Nobody could be better.'  And he was indeed perfect -- as was Michael
Sheen as Arizaphale, Sheen being unfamiliar to me.  There was a surprise
show-stealer in the form of Jon Hamm as Archangel Gabriel, the very
model of the bad boss.  Miranda Richardson played the formerly minor
roll of Madame Tracey and made it count.  And the Voice of God (for
voiceover in a few places) was Frances McDormand, which somehow really
worked.

A number of new scenes were spliced in by Gaiman, particularly the
ending.  Again, it worked.  There are a number of subtle Pratchett
'Easter eggs' throughout, plus an end-time screen in the credits saying
'For Terry'.

Adaptation and new scenes were necessary because it's a different medium,
after all, and Gaiman knew this -- even though I slightly missed the
book's famous concluding lines (parodying Orwell):

  If you want to imagine the future, imagine a boy and his dog and his
  friends.
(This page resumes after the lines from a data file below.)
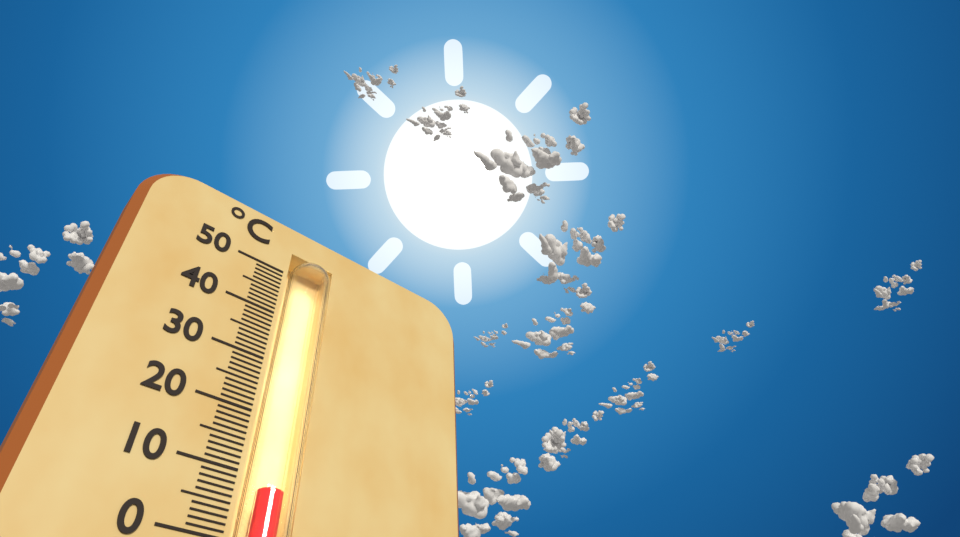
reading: 8 °C
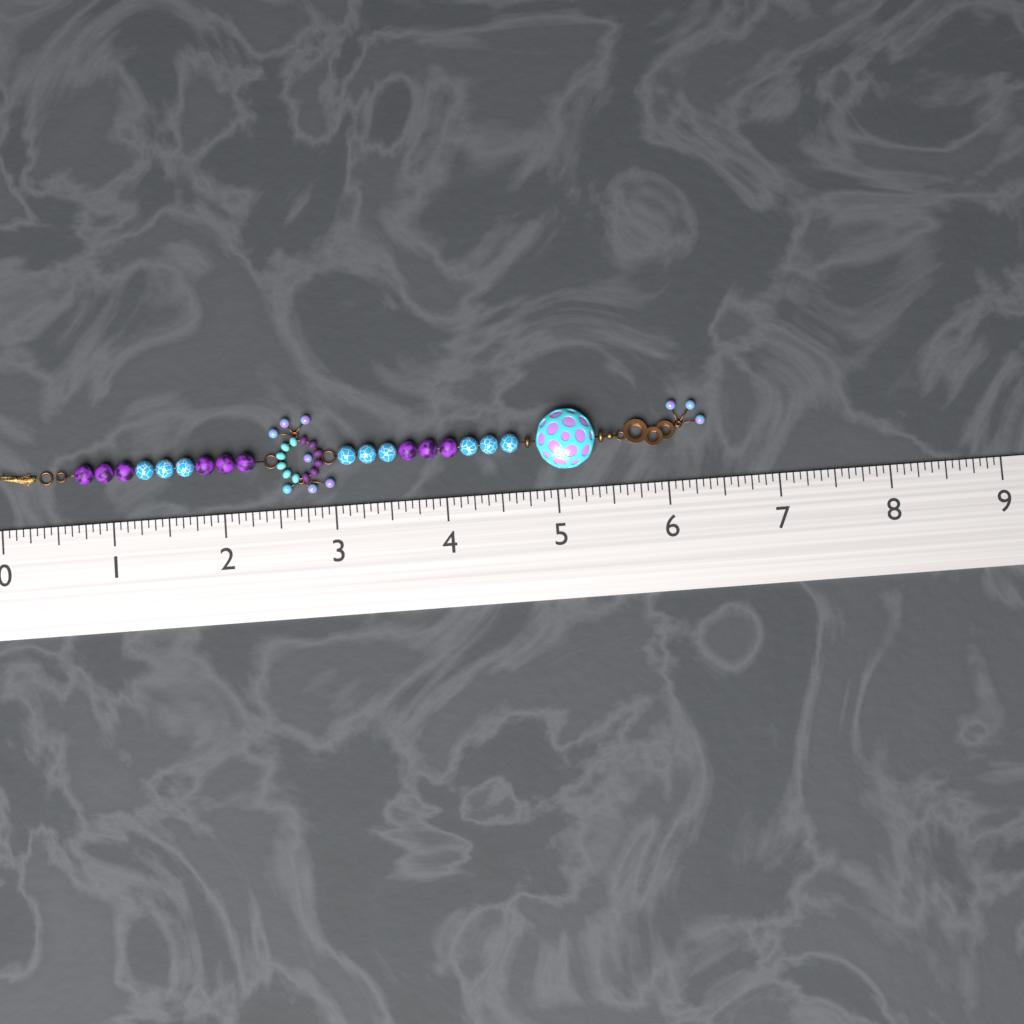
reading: 6.3750 (no unit)
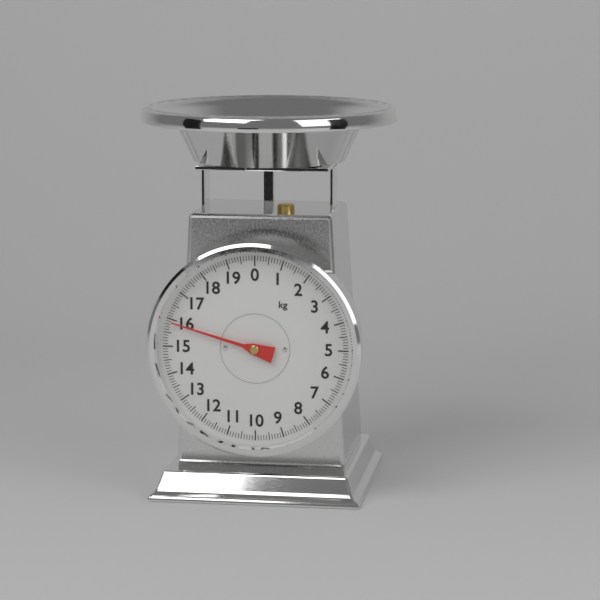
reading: 15.9 kg
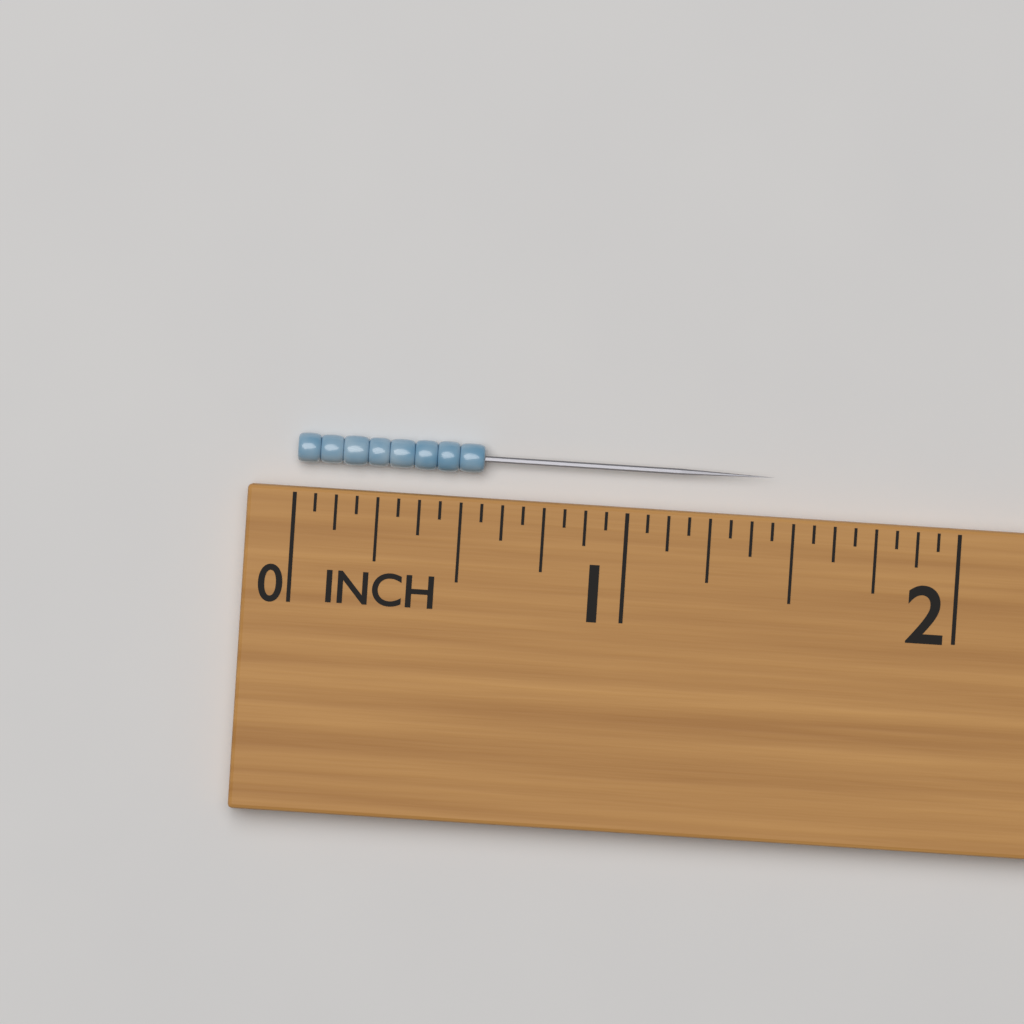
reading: 0.5625 in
And a summer that never ends. 

  And if you want to imagine the future, imagine a boot ... no, imagine a
  trainer [RM: 'sneaker' in the American edition], laces trailing, 
  kicking a pebble; imagine a stick, to poke at interesting things, 
  and throw for a dog that may or may not decide to retrieve it; 
  imagine a tuneless whistle, pounding some luckless popular
  song into insensibility; imagine a figure, half angel, half devil, 
  all human ... 

  Slouching hopefully towards Tadfield ... 
  ... forever.

And, as with _Chernobyl_, but very differently, ah, the music, this time
by one David Arnold -- was just bloody perfect, especially combined with
the production's story-referencing animated sequence in the opening
credits, that was something like a cross between Douglas Adams's HHGTTG
and Terry Gilliam's cartoon panels.

Opening title:
https://www.youtube.com/watch?v=H_q57nJwt4A

Better still, same with the animated sequence:
https://www.youtube.com/watch?v=BsrPO8qslBE

I think this is the end-credits music from episode 1.  Note the 
Queen- riffing in the middle:
https://www.youtube.com/watch?v=H_6wJU27pA4


See it.  You'll have a delightful time, and maybe want to ring up a
friend to have $BEVERAGE_OF_CHOICE together.



Or see both _Chernobyl_ and _Good Omens_, and have a really weird weekend.